How we teach reading
Phonics is the foundation, not an optional layer
Children learn to read by mapping speech sounds (phonemes) to letter patterns (graphemes), not by memorizing words or guessing from pictures. EDU introduces letters by their sound first, teaches letter names only after sound mastery, and never encourages guessing.
Mastery before progression, not exposure before progression
A child does not advance to the next phoneme until they demonstrate mastery of the current one — both in recognition (hearing) and production (saying). Skills are spiraled back on a 1-3-7-14-30-60 day schedule.

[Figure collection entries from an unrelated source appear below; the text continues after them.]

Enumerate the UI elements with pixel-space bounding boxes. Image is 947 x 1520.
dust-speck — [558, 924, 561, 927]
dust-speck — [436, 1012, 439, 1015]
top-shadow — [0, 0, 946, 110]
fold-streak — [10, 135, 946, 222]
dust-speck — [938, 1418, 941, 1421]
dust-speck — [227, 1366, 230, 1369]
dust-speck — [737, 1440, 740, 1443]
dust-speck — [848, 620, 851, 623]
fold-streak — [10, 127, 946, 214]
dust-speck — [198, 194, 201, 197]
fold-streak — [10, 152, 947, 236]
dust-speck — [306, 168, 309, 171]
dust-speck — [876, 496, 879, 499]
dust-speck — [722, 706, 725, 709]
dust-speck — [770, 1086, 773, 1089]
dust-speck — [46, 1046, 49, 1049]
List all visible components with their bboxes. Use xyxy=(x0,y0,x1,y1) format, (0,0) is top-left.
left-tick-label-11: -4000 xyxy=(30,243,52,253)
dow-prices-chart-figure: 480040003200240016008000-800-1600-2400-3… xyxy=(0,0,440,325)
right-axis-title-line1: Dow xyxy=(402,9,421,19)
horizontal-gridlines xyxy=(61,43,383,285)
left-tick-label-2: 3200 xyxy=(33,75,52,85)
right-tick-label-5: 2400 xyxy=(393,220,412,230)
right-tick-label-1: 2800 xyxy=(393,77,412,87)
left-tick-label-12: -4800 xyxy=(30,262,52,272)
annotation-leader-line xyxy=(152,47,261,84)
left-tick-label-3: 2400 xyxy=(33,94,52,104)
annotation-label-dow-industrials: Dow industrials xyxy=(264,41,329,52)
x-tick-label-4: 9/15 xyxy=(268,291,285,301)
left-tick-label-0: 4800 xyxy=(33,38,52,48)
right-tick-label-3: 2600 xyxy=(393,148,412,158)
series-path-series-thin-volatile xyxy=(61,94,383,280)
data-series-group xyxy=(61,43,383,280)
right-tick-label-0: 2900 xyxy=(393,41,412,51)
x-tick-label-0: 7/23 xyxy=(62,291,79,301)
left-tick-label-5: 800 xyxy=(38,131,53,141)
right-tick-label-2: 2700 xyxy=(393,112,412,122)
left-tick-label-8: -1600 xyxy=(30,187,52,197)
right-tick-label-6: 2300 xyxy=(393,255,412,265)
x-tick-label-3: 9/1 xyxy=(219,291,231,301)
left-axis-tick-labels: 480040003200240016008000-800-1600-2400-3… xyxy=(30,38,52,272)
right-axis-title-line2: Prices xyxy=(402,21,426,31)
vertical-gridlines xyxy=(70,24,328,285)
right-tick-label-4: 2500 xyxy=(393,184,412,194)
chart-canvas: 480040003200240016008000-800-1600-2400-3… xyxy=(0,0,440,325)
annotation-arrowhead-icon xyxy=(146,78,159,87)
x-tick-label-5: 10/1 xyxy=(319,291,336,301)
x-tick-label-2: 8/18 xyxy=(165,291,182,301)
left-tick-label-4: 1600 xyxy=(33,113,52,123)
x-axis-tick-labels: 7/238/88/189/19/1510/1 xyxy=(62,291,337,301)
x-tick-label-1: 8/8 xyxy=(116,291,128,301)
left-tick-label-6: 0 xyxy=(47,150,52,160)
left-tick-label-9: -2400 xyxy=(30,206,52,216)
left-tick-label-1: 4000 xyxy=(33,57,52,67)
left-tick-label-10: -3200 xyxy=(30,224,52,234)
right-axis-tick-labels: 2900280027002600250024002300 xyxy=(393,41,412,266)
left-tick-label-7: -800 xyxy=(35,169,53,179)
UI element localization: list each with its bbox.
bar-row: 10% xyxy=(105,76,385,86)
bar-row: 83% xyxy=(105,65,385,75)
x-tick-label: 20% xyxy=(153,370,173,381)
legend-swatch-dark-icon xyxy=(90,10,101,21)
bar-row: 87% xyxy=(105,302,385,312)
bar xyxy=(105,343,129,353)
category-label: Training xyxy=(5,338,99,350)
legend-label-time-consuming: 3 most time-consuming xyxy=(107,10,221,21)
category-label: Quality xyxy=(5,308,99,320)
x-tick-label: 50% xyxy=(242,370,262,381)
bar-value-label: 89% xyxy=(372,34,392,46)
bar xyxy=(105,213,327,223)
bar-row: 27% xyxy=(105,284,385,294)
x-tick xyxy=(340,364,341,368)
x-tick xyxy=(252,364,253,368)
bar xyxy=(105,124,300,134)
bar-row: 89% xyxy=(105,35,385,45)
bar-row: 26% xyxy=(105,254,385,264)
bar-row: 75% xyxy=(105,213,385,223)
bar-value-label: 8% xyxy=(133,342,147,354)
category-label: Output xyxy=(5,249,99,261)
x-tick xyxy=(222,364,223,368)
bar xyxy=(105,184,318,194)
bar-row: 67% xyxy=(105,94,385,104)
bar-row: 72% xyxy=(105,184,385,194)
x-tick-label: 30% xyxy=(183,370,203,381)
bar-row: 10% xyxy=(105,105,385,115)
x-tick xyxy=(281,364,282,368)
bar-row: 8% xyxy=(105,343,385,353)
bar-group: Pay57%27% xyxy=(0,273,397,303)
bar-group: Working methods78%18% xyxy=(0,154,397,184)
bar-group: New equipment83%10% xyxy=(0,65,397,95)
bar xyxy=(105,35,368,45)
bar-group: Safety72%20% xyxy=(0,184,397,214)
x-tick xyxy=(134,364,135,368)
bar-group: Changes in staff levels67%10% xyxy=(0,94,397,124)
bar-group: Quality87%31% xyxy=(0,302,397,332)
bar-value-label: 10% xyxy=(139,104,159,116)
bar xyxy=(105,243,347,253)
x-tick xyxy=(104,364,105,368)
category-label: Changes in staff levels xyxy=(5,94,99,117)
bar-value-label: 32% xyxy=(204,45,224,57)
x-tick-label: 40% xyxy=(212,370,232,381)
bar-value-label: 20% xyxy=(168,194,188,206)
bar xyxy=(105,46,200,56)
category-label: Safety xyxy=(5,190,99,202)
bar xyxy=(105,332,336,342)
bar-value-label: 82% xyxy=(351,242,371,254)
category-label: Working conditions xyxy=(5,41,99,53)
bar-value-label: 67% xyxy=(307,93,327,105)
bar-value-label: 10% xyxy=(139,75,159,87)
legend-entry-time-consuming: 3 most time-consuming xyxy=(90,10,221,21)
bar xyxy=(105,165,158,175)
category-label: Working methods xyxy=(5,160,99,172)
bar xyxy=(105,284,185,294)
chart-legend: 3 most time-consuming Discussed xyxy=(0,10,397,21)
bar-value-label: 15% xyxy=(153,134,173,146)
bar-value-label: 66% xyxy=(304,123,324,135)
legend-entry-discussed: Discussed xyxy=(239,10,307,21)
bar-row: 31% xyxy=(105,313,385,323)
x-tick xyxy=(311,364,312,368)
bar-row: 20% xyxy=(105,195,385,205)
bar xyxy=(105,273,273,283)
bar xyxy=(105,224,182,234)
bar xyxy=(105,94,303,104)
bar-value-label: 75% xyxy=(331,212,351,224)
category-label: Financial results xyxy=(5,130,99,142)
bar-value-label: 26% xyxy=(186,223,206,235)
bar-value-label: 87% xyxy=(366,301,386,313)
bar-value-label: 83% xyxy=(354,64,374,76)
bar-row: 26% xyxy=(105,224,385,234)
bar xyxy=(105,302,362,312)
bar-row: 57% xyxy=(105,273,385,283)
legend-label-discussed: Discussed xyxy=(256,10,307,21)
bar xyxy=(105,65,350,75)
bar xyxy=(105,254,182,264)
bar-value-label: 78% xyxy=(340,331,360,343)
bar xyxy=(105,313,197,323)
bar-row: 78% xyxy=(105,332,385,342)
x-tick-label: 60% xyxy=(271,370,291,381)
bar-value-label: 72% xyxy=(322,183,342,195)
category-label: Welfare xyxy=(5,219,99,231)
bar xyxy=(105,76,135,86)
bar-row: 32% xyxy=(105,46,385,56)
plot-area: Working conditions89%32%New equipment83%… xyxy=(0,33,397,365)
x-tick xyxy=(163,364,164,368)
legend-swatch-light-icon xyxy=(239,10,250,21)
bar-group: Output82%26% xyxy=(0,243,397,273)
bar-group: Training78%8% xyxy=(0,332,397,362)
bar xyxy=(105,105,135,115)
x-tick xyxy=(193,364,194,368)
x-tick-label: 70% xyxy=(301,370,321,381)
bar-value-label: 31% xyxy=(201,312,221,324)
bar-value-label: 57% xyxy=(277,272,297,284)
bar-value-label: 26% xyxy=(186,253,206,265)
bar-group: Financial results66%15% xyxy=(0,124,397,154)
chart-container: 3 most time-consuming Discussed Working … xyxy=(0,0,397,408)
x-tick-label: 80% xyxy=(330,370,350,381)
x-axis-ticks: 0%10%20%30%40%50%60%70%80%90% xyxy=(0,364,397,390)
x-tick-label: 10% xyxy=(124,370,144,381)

Purpose-built assessment, not a chatbot
Our audio pipeline combines an automatic speech recognizer optimized for child speech with a CTC-based goodness-of-pronunciation scorer. The AI's job is to assess, adapt, and encourage — never to entertain or to read for the child when the child should be decoding.
Screen time is a cost, not a neutral resource
Default sessions are 15–20 minutes. We actively encourage offline practice with printable decodable readers and caregiver activities. We do not optimize for time-on-app.
Stage progression
- Stage 0 — Phonological awareness. Audio-only activities: rhyme, syllable clapping, phoneme isolation and blending.
- Stage 1 — Alphabetic principle. All 26 letter-sounds, introduced in a frequency- and distinguishability-weighted order.
- Stage 2 — CVC decoding. Short-vowel consonant-vowel-consonant words and the first decodable sentences.
- Stage 3 — Expanded phonics. Digraphs, blends, silent-e, vowel teams, r-controlled vowels, soft c/g, diphthongs.
- Stage 4 — Fluency. Repeated reading, choral reading, prosody; end-of-Grade-1 target is 60 WCPM with 95%+ accuracy.
- Stage 5 — Comprehension. Predicting, questioning, visualizing, summarizing, inferring.
- Stage 6 — Independent reading. Chapter books, reading volume tracking, dialogic prompts for parents.